Friday the 15th marked the halfway point of our stay in Senegal. I’ve been keeping close track of the days, and feeling the halfway mark looming upon me was, frankly, kind of depressing. A month ago, I had written a proposal detailing all the activities I wanted to initiate at the preschool. The director approved it the day I submitted it, and said he would explain it to the preschool teacher. After a week, I tried to organize a meeting between the three of us. While I waited for that meeting to take place, I continued what I’d been doing at the school – helping the kids color, opening snacks, handing out materials, and drawing the curricula on the boards. A month passed while I waited, and I decided to just explain it to the teacher myself on Wednesday. I launched into a long, painful speech in my stunted French, and she listened and nodded. Then she brought me a stack of 50 notebooks and told me to copy the same picture into all of them (I’ve been designated official artist, because they somehow think my atrocious drawing skills are fabulous) so that the kids in my group could color the next day. She had obviously missed my entire point – that coloring every day was getting them nowhere, that I was tired of being forced to draw pictures and make endless paper chains, that I was not accomplishing anything at this apprenticeship. As I sat there, drowning in a sea of empty, waiting notebooks, I could feel a scream rising rapidly inside my throat. I was perilously close to either letting it out or bursting into an absolute torrent of tears.
That was and will undoubtedly be my lowest point throughout this bridge year. That Saturday, there had been an extremely uncomfortable situation with my host family. Sunday, I got the news that my aunt had just succumbed to her fight with pancreatic cancer. I took some time off work to cry and calm myself down and when I returned, I was still pretty high-strung. When that conversation happened, the frustration and feeling of helplessness that had been building up over the past week completely took over. Luckily, I refrained from exploding, knowing that would distress the teachers to no end, and that moment became a pivotal one for me.
I truly love GCY. I think the program is absolutely phenomenal and plan on being one of the loudest, most enthusiastic voices promoting the GCY experience when I return to the States. However, if there is one flaw in GCY’s modus operandi, I think it’s an overemphasis on the “changing the world” aspect of the bridge year. Discussion with the other Fellows revealed that they felt the same way – we all applied for this eager to run off and “save” a Third World village. But having those expectations made us all start feeling discouraged once the halfway point approached, and I’m now glad I had that near-breakdown because it prompted an invaluable conversation with Rachel and the other Fellows.
Thank goodness that the monthly meeting fell on the halfway day, because we all needed to remind each other of our “meaning” here. Every Fellow is, of course, making a difference just by being here, living in these communities, but I think we were still clinging to a certain vision of “making a difference,” in a semi-unrealistic way. We are supposed to be training ourselves to help “save the world” once we have a college education and some more life experiences under our belts. I’ve been saying this whole time that this GCY bridge year is more about me than the people of Senegal – after all, I was just a 17-year-old high school grad when I got here, what could I really offer them? I often repeated that I was going to learn much more than I could ever teach. There is no doubt that I am learning more about social development and different cultures this year than I have throughout my entire life. I am learning mostly, however, about myself – where my limits lie, how I best fit into the social work scene, and what genuinely makes me happy. I’ve been saying all along that was the point of taking this bridge year, but I guess I had kind of forgotten.
For the meeting, Rachel had us all write project plans for the remainder of our time here. We are so lucky to have that woman with us – she has been essential both to saving our sanity and pushing us to think critically and academically about everything we’re going through. I poured myself into that paper, reflecting on things I have already learned and setting realistic goals that will help me learn more. I’ve totally refocused on learning, learning, learning, so that I can be 100% better prepared for college and, hopefully, be able to come back after college and actually facilitate some of these great changes. Now that I’ve fully reminded myself of my reasons for taking this bridge year, I am so incredibly happy I have the next three and a half months to throw myself fully into the experience.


» **What the exercise asks**: Return only the lines below starting at the line containing "find the location" and ending at the line containing "Image dimensions: 1024px", both included, exactly as they are and with no pictures.

» **Information provided**:
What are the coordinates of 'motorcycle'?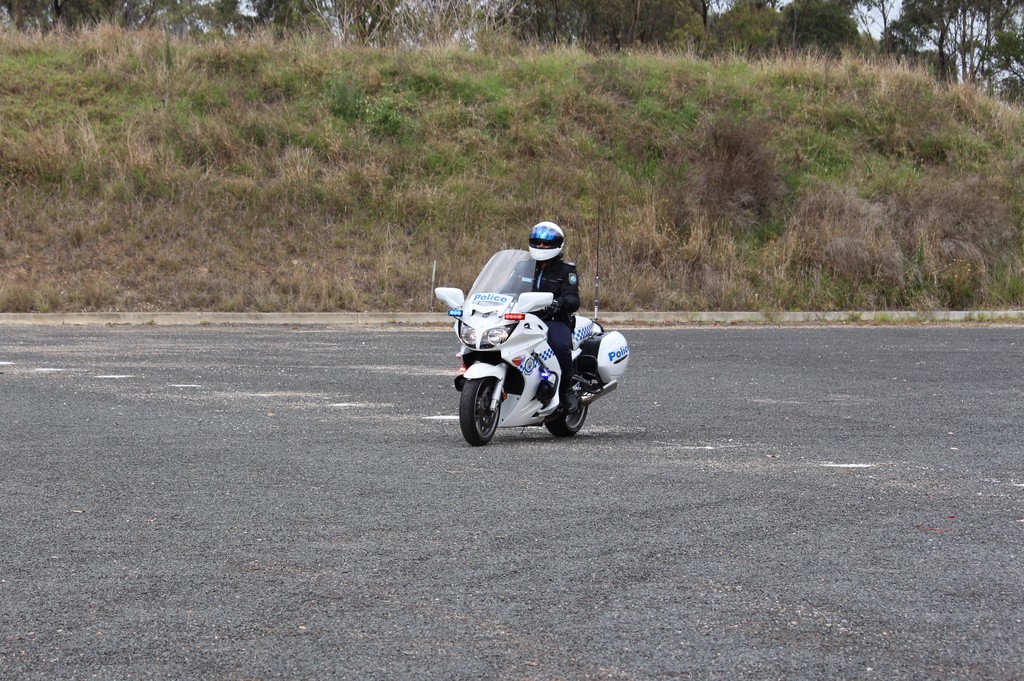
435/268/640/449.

==

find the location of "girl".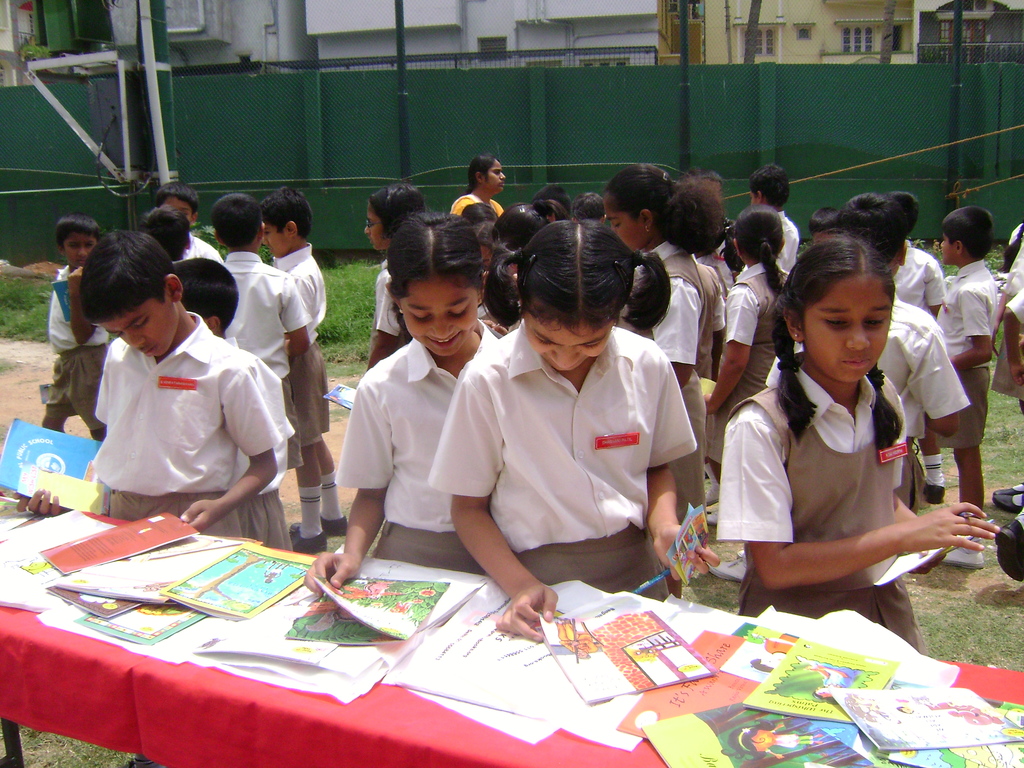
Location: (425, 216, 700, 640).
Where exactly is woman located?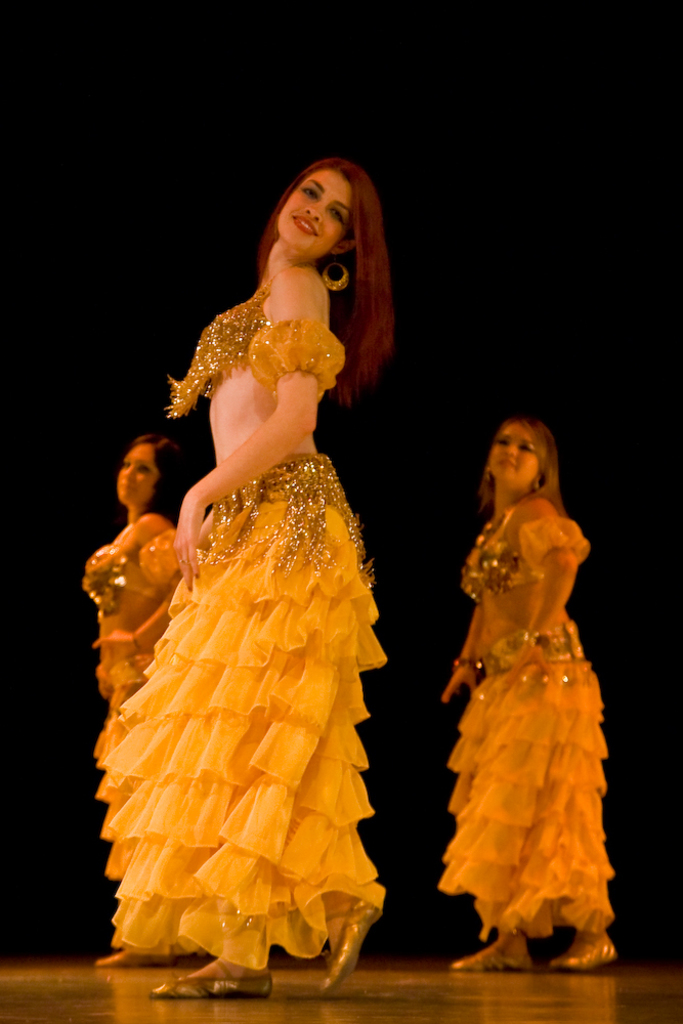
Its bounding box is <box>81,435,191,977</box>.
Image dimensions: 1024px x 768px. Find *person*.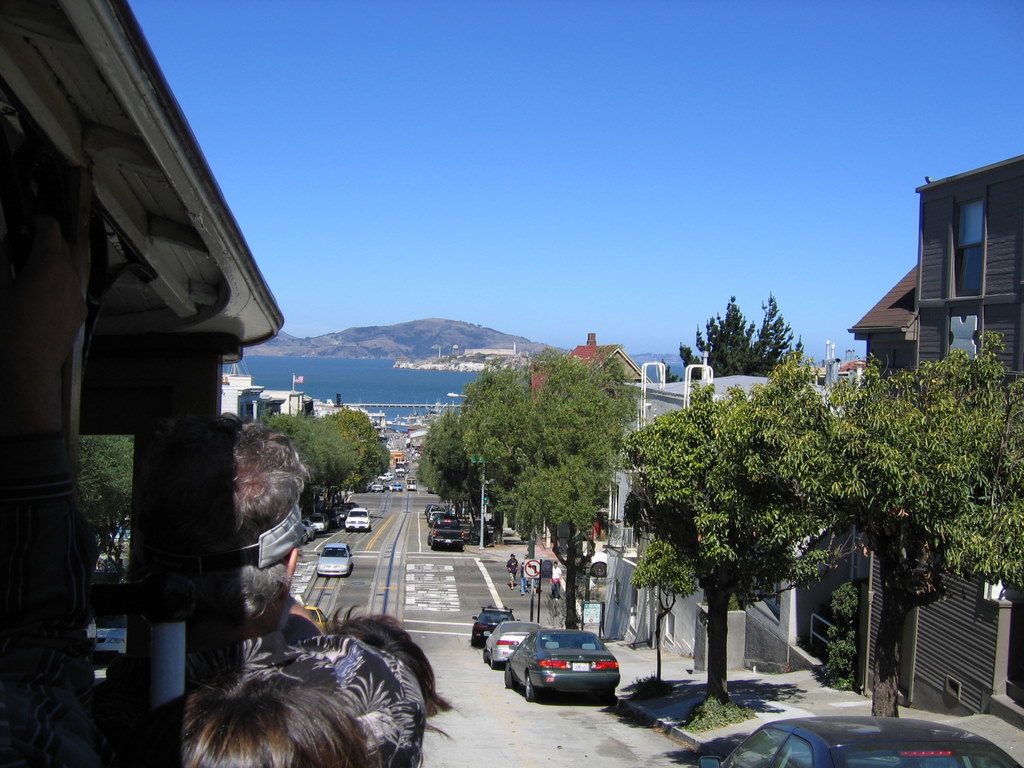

--

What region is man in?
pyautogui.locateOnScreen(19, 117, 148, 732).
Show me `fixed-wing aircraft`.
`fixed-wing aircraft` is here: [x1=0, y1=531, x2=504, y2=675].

» **Result of this exercise**:
find the location of "girl".
Location: (425, 216, 700, 640).
Where exactly is woman located?
Its bounding box is <box>81,435,191,977</box>.
Image dimensions: 1024px x 768px. Find *person*.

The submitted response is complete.